In the current implementation,
prove()andverify()treat the caller-supplied statement as an external parameter rather than authenticated proof input.The prover samples the initial combination challenge gamma from the transcript before observing the statement:
multilinear-toolkit/whir/src/open.rs
Line 542 in b7ceae6
The verifier derives the same gamma from the proof transcript alone, without ever authenticating the statement:
multilinear-toolkit/whir/src/verify.rs
Lines 110 to 118 in b7ceae6
As a result, a valid proof is not cryptographically tied to the statement it is supposed to attest to.
On top of that,
combine_constraints()reduces all claims to a single random linear combination and the final check validates only that aggregate:multilinear-toolkit/whir/src/verify.rs
Lines 222 to 241 in b7ceae6
multilinear-toolkit/whir/src/verify.rs
Lines 210 to 211 in b7ceae6
This means extra claims with false values can be appended as long as they cancel each other under the combination, and the verifier still returns Ok.
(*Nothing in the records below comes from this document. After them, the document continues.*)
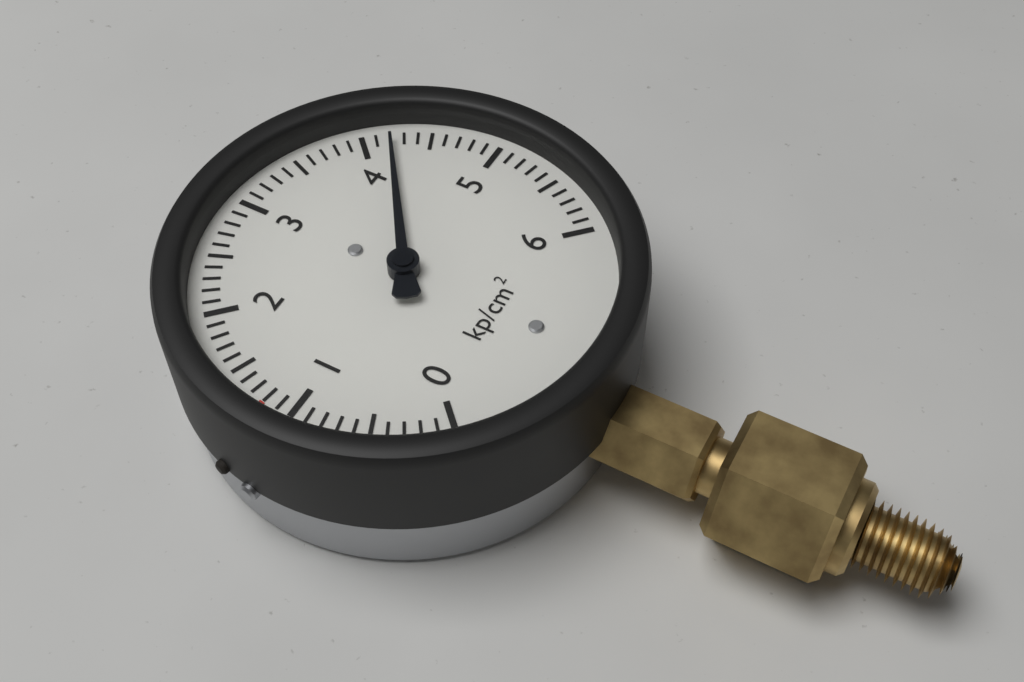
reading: 4.2 kp/cm²
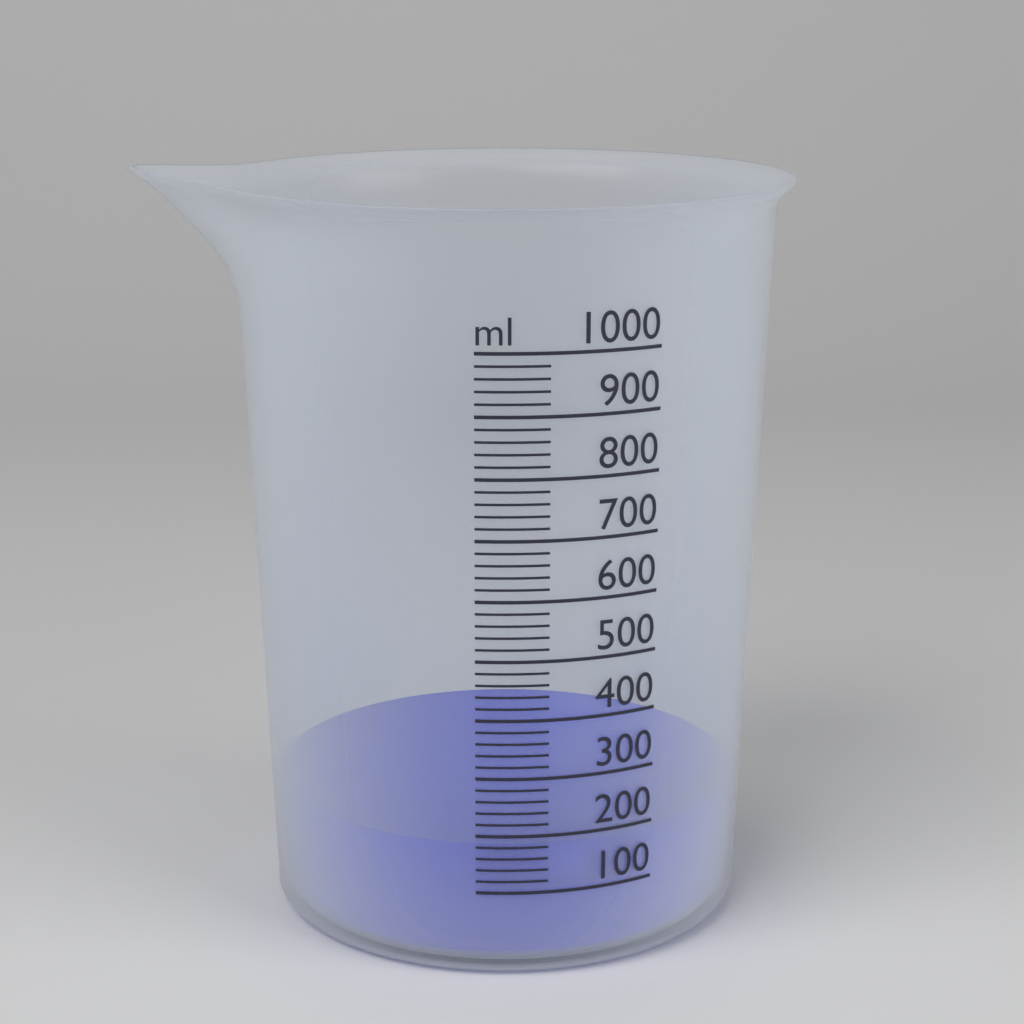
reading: 180 ml
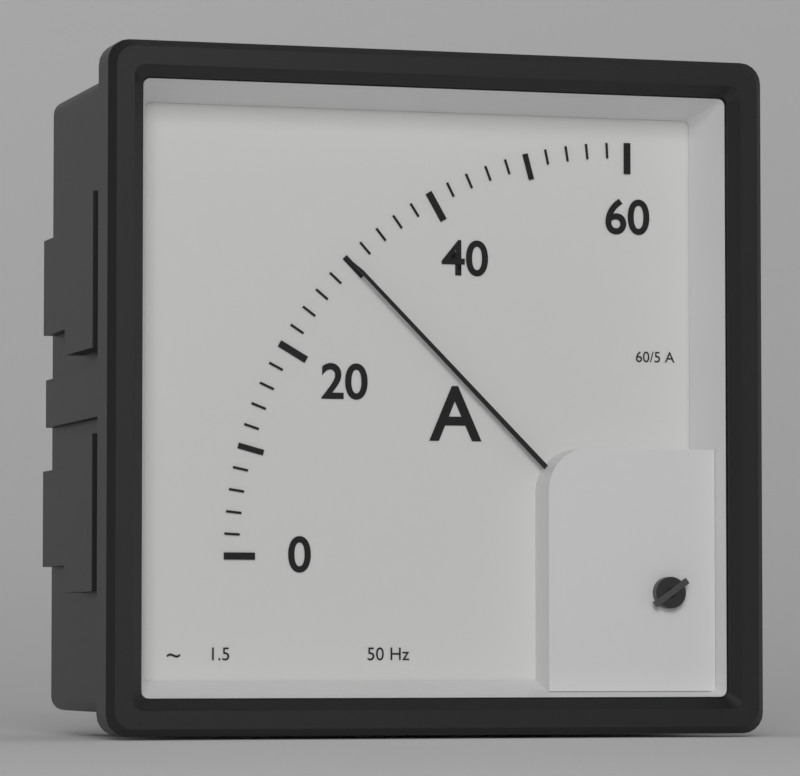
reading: 30 A
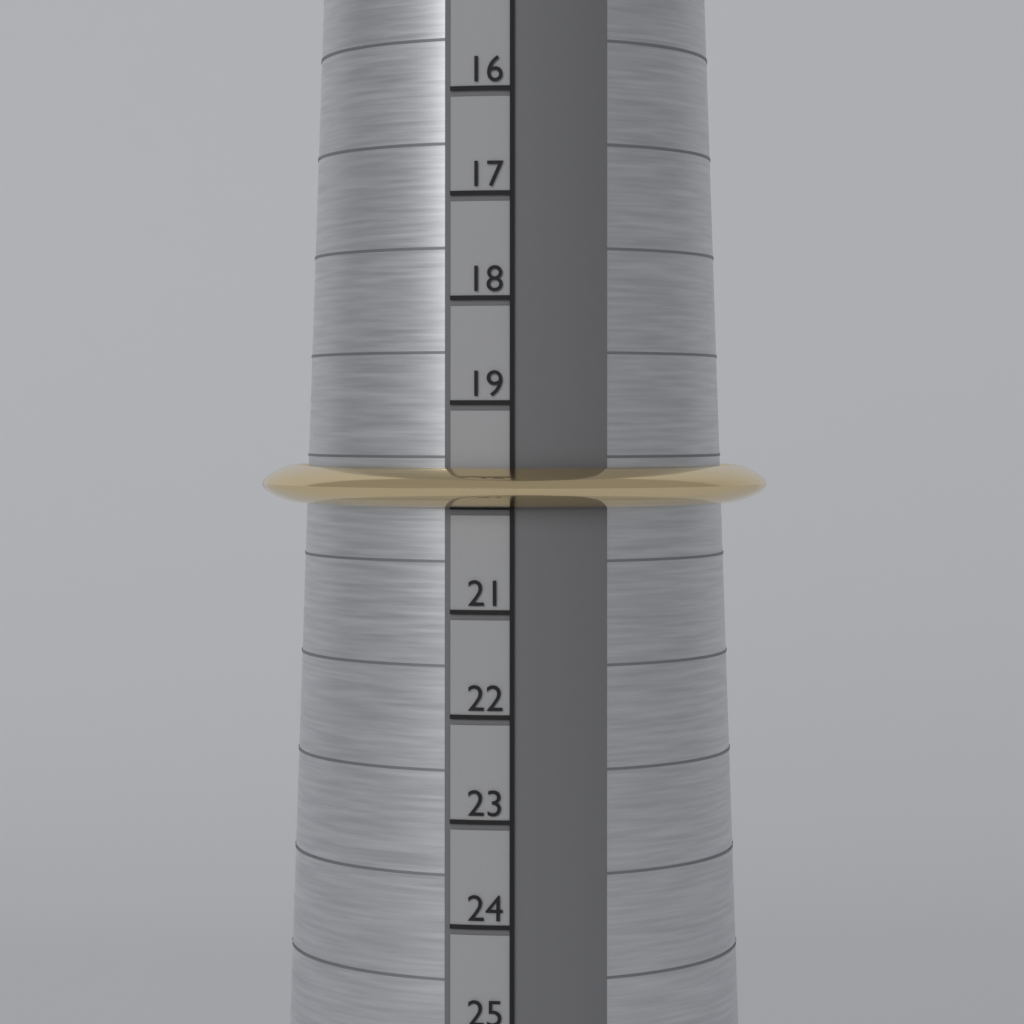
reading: 20 (no unit)
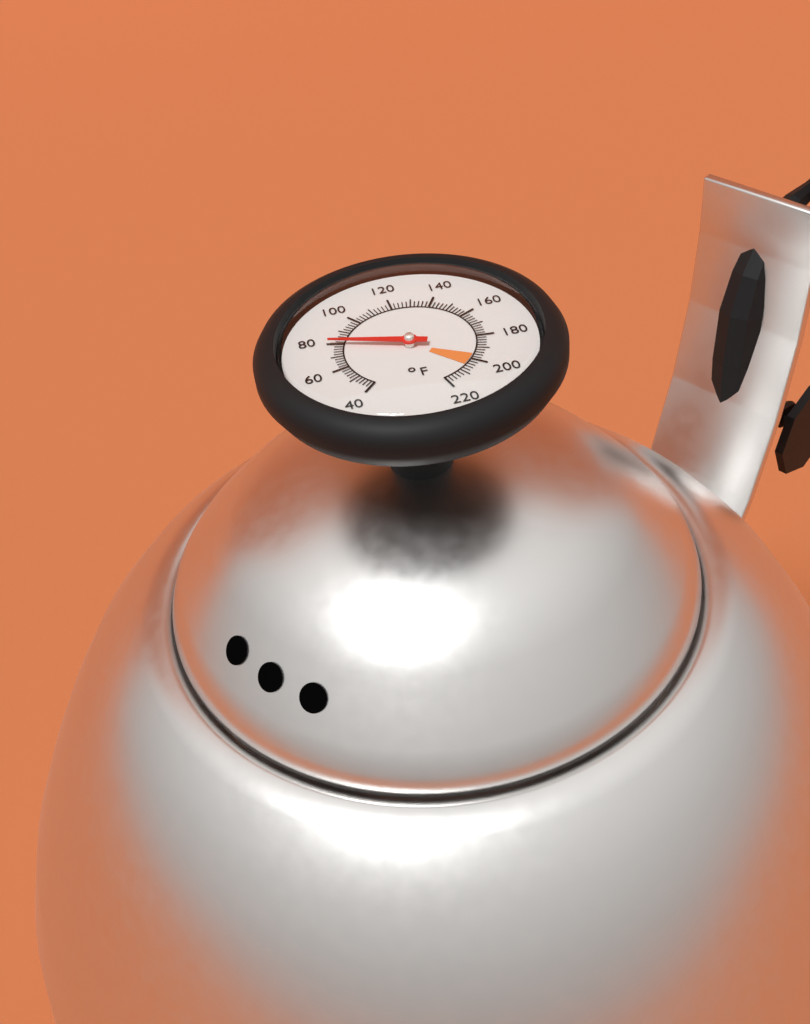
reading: 80 °F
Concretely, a valid proof for an honest statement can be replayed against a forged statement — including injected false claims — and verification succeeds unchanged.
Suggested fix
Serialize and absorb the full statement into the Fiat-Shamir transcript before
combination_randomness_genis sampled, on both prover and verifier sides. Also add negative tests asserting that replaying a proof against a modified statement always returnsErr(ProofError::InvalidProof).